Health experts in England and Wales are on high alert for "untreatable" gonorrhoea that, in some countries, has developed resistance to antibiotics.
Although most UK cases are readily treatable, infection rates are rising.
And the Health Protection Agency (HPA) is launching an action plan to reduce transmission and monitor for and rapidly detect drug resistance.
Gonorrhoea is the second most common bacterial sexually transmitted infection (STI) in England.
- Infection can be passed on by unprotected vaginal, oral or anal sex
- It can also be passed from a pregnant woman to her baby
- Of those infected, about one in 10 men and nearly half of women do not have symptoms
- Gonorrhoea can be easily diagnosed with a swab test
In 2011, newly diagnosed cases jumped 25% to nearly 21,000.
At the same time, the risk of gonorrhoea developing resistance to the antibiotics doctors normally prescribe - ceftriaxone and azithromycin - fell slightly for the first time in five years.
However, cases of treatment failure have now been reported globally and, with no new drugs in the pipeline, England's chief medical officer has advised the government to add the threat of the infection's resistance to front-line antibiotics to the civil emergencies risk register.
Dame Sally Davies said: "We have seen a worrying rise in cases of drug-resistant gonorrhoea over the last decade.
"Antimicrobial resistance to common drugs will increasingly threaten our ability to tackle infections, and the Health Protection Agency's work is vital to addressing this threat."
Dr Gwenda Hughes, head of STI surveillance at the HPA, said: "We are seriously concerned about continuing high levels of gonorrhoea transmission and repeat infection, suggesting we need to do more to reduce unsafe sexual behaviour."
She said a priority was to encourage safer sexual behaviour and condom use, particularly among high-risk groups such as men who have sex with men, who account for more than a third of new gonorrhoea cases.
The first case of antibiotic-resistant gonorrhoea was found in Japan in 2011. Sweden has also encountered a case.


§ **The task**:
The entries are to be written out word for word, with their images left out.

§ **Information**:
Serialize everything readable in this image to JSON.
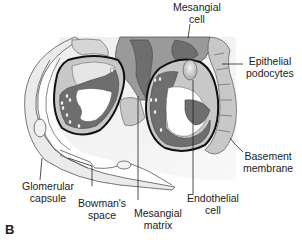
{
  "figure": {
    "panel_label": "B",
    "labels": {
      "mesangial_cell": [
        "Mesangial",
        "cell"
      ],
      "epithelial_podocytes": [
        "Epithelial",
        "podocytes"
      ],
      "basement_membrane": [
        "Basement",
        "membrane"
      ],
      "endothelial_cell": [
        "Endothelial",
        "cell"
      ],
      "mesangial_matrix": [
        "Mesangial",
        "matrix"
      ],
      "bowmans_space": [
        "Bowman's",
        "space"
      ],
      "glomerular_capsule": [
        "Glomerular",
        "capsule"
      ]
    },
    "colors": {
      "dark_gray": "#6e6e6e",
      "mid_gray": "#9a9a9a",
      "light_gray": "#c8c8c8",
      "pale_gray": "#e6e6e6",
      "outline": "#111111"
    }
  }
}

§ **Reply**:
Serialize everything readable in this image to JSON.
{
  "figure": {
    "panel_label": "B",
    "labels": {
      "mesangial_cell": [
        "Mesangial",
        "cell"
      ],
      "epithelial_podocytes": [
        "Epithelial",
        "podocytes"
      ],
      "basement_membrane": [
        "Basement",
        "membrane"
      ],
      "endothelial_cell": [
        "Endothelial",
        "cell"
      ],
      "mesangial_matrix": [
        "Mesangial",
        "matrix"
      ],
      "bowmans_space": [
        "Bowman's",
        "space"
      ],
      "glomerular_capsule": [
        "Glomerular",
        "capsule"
      ]
    },
    "colors": {
      "dark_gray": "#6e6e6e",
      "mid_gray": "#9a9a9a",
      "light_gray": "#c8c8c8",
      "pale_gray": "#e6e6e6",
      "outline": "#111111"
    }
  }
}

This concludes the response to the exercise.